ACTION ITEM ▸ Look below for the line with "This screenshot has width=532, height=411.", then repeat it and all lines after it, exactly, minus any pictures.

LISTED RECORDS: Begin

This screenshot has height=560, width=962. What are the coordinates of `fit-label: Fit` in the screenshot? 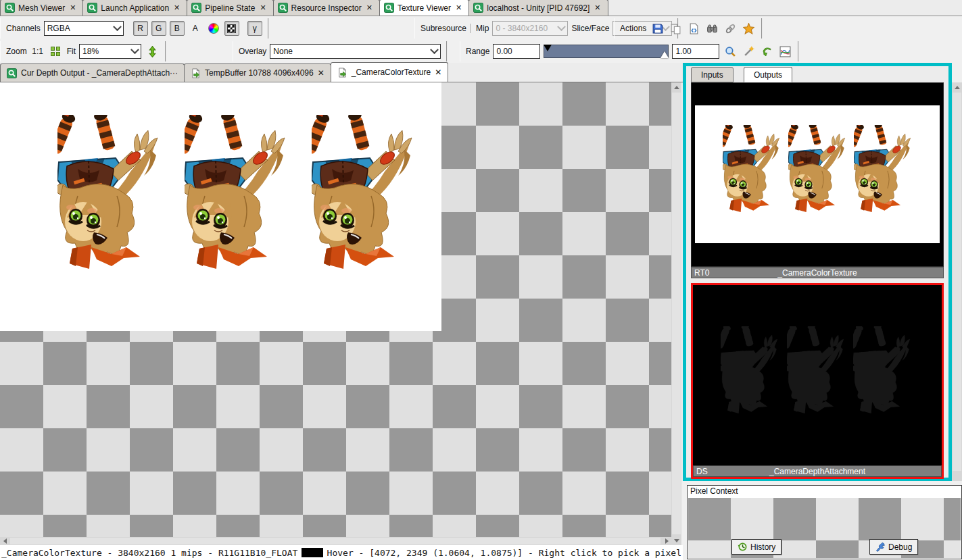 It's located at (72, 51).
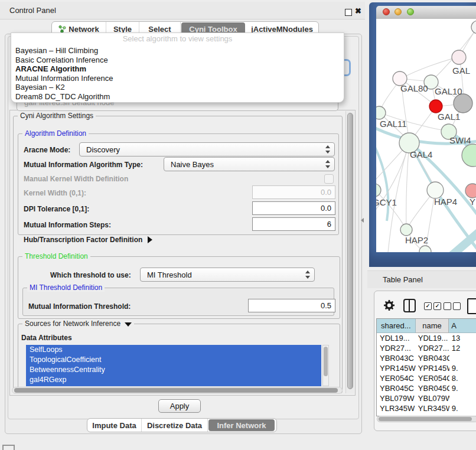 The width and height of the screenshot is (476, 450). I want to click on node-hap2, so click(406, 230).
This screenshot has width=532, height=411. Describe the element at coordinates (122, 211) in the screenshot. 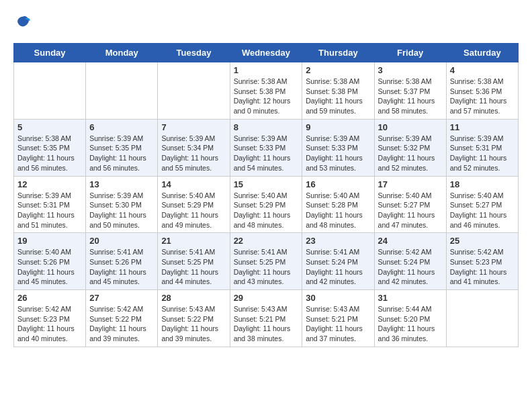

I see `cell-info: Sunrise: 5:39 AMSunset: 5:30 PMDaylight:…` at that location.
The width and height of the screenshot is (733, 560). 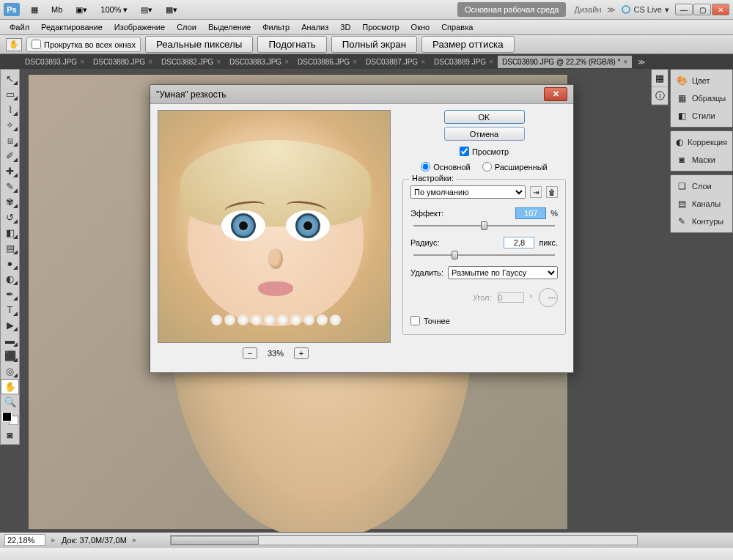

LISTED RECORDS: End

RESPONSE ▸
This screenshot has width=532, height=411. Describe the element at coordinates (122, 211) in the screenshot. 

I see `cell-info: Sunrise: 5:39 AMSunset: 5:30 PMDaylight:…` at that location.
The width and height of the screenshot is (733, 560). 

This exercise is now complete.